The sole Hidalgo County resident to be convicted of murder by a jury during the pandemic has notified an appellate court of his intention to challenge his conviction and sentence.

Fidencio Castillo Cosme, a 34-year-old Mercedes resident, filed the notice with the 13th Court of Appeals on Wednesday, records show.

A jury convicted Fidencio after about an hour of deliberations on July 21 of killing 16-year-old Armando Torres IV on Sept. 28, 2020, in a Mercedes neighborhood at around 1 p.m.

The following day, July 22, the jury sentenced Fidencio to 85 years in prison.

Fidencio’s brother, 37-year-old Juan Jose Cosme, is also charged with murder for Torres’ death and has pleaded not guilty.

Prosecutors proved to the jury that the brothers attacked Torres, who was wearing headphones, from behind because they believed he had been casing their mother’s house for a robbery.

Fidencio slashed Torres about a dozen times before stabbing him in the chest after Juan placed Torres in a headlock, according to prosecutors.

The 16-year-old suffered a 4-inch wound to his chest that punctured his sternum and cut an area of Torres’ lung that attached to his heart, testimony showed.

Fidencio’s defense attorneys, O. Rene Flores and Mauricio Martinez, sought to challenge the Mercedes Police Department’s investigation into the crime during the trial, painting a picture of inexperienced investigators who violated Fidencio’s constitutional rights.

The attorneys also sought to discredit Torres by trying to prove to the jury that the 16-year-old was a juvenile delinquent who may have been responsible for a rash of burglaries in the neighborhood.

However, that evidence came from Fidencio’s mother, Fidencio’s statement to police and from social media photos showing Torres hold what appears to be a gun, though a friend of Torres’ testified it was a BB gun.

The trial lasted five days.

Juan remains jailed on a $1 million bond and is scheduled for trial in November.

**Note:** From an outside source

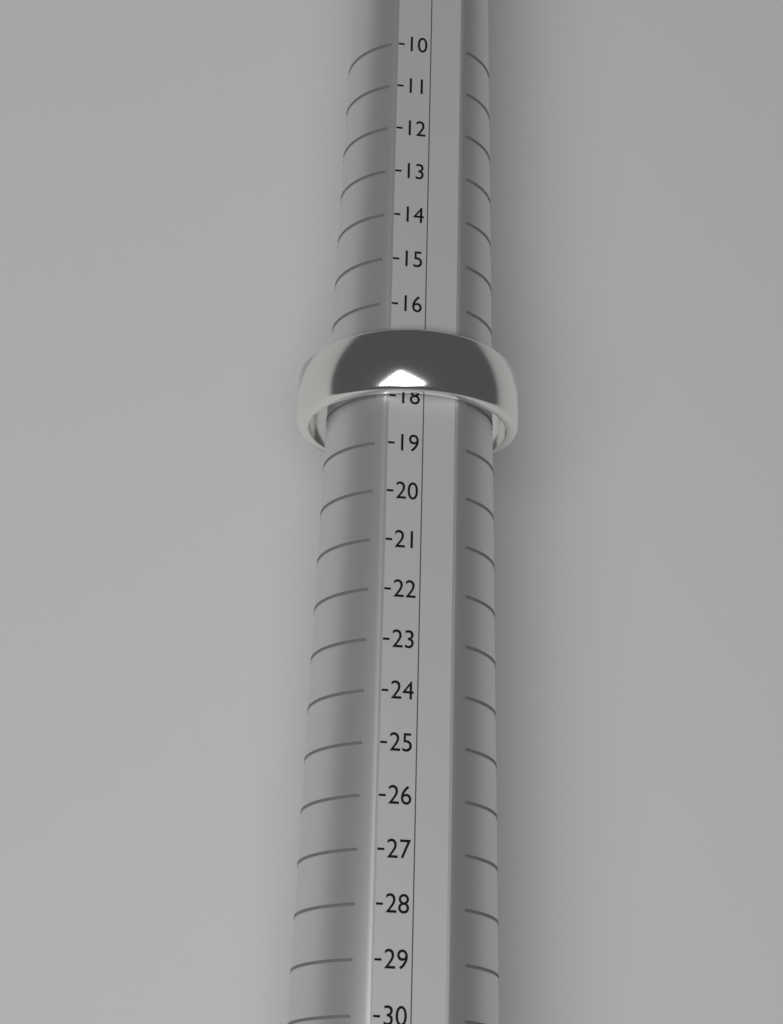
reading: 18 (no unit)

As for Fidencio, he is being held in the Texas Department of Criminal Justice’s Garza West facility in Beeville, which is a transfer unit.

He will not be eligible for parole until late 2050, when he’ll be 64-years-old.

The entirety of his sentence takes him into the next century, 2105.

Fidencio would have to live to be 119-years-old to serve his full sentence.